Psql commands \dRp+ and \d <table-name> now display any column lists.
Author: Tomas Vondra, Alvaro Herrera, Rahila Syed
Reviewed-by: Peter Eisentraut, Alvaro Herrera, Vignesh C, Ibrar Ahmed,
Amit Kapila, Hou zj, Peter Smith, Wang wei, Tang, Shi yu
Discussion: https://postgr.es/m/CAH2L28vddB_NFdRVpuyRBJEBWjz4BSyTB=_ektNRH8NJ1jf95g@mail.gmail.com
2022-03-26 00:45:21 +01:00
|
|
|
/* column list routines */
|
|
|
|
static void pgoutput_column_list_init(PGOutputData *data,
|
|
|
|
List *publications,
|
|
|
|
RelationSyncEntry *entry);
|
|
|
|
|
2017-01-19 18:00:00 +01:00
|
|
|
/*
|
|
|
|
* Specify output plugin callbacks
|
|
|
|
*/
|
|
|
|
void
|
|
|
|
_PG_output_plugin_init(OutputPluginCallbacks *cb)
|
|
|
|
{
|
|
|
|
cb->startup_cb = pgoutput_startup;
|
|
|
|
cb->begin_cb = pgoutput_begin_txn;
|
|
|
|
cb->change_cb = pgoutput_change;
|
2018-04-07 17:24:53 +02:00
|
|
|
cb->truncate_cb = pgoutput_truncate;
|
2021-04-06 05:10:47 +02:00
|
|
|
cb->message_cb = pgoutput_message;
|
2017-01-19 18:00:00 +01:00
|
|
|
cb->commit_cb = pgoutput_commit_txn;
|
Add support for prepared transactions to built-in logical replication.

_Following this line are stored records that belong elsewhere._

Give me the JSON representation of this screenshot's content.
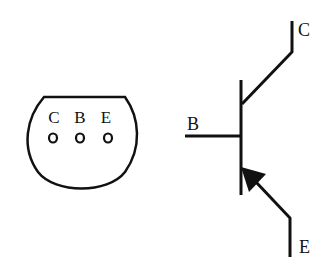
{
  "package": {
    "pins": [
      {
        "label": "C",
        "x": 54
      },
      {
        "label": "B",
        "x": 79
      },
      {
        "label": "E",
        "x": 104
      }
    ]
  },
  "symbol": {
    "type": "PNP transistor",
    "collector_label": "C",
    "base_label": "B",
    "emitter_label": "E"
  },
  "colors": {
    "stroke": "#111111",
    "background": "#ffffff"
  }
}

To add support for streaming transactions at prepare time into the
built-in logical replication, we need to do the following things:
* Modify the output plugin (pgoutput) to implement the new two-phase API
callbacks, by leveraging the extended replication protocol.
* Modify the replication apply worker, to properly handle two-phase
transactions by replaying them on prepare.
* Add a new SUBSCRIPTION option "two_phase" to allow users to enable
two-phase transactions. We enable the two_phase once the initial data sync
is over.
We however must explicitly disable replication of two-phase transactions
during replication slot creation, even if the plugin supports it. We
don't need to replicate the changes accumulated during this phase,
and moreover, we don't have a replication connection open so we don't know
where to send the data anyway.
The streaming option is not allowed with this new two_phase option. This
can be done as a separate patch.
We don't allow to toggle two_phase option of a subscription because it can
lead to an inconsistent replica. For the same reason, we don't allow to
refresh the publication once the two_phase is enabled for a subscription
unless copy_data option is false.
Author: Peter Smith, Ajin Cherian and Amit Kapila based on previous work by Nikhil Sontakke and Stas Kelvich
Reviewed-by: Amit Kapila, Sawada Masahiko, Vignesh C, Dilip Kumar, Takamichi Osumi, Greg Nancarrow
Tested-By: Haiying Tang
Discussion: https://postgr.es/m/02DA5F5E-CECE-4D9C-8B4B-418077E2C010@postgrespro.ru
Discussion: https://postgr.es/m/CAA4eK1+opiV4aFTmWWUF9h_32=HfPOW9vZASHarT0UA5oBrtGw@mail.gmail.com
2021-07-14 04:03:50 +02:00
|
|
|
|
|
|
|
cb->begin_prepare_cb = pgoutput_begin_prepare_txn;
|
|
|
|
cb->prepare_cb = pgoutput_prepare_txn;
|
|
|
|
cb->commit_prepared_cb = pgoutput_commit_prepared_txn;
|
|
|
|
cb->rollback_prepared_cb = pgoutput_rollback_prepared_txn;
|
2017-01-19 18:00:00 +01:00
|
|
|
cb->filter_by_origin_cb = pgoutput_origin_filter;
|
|
|
|
cb->shutdown_cb = pgoutput_shutdown;
|
Add support for streaming to built-in logical replication.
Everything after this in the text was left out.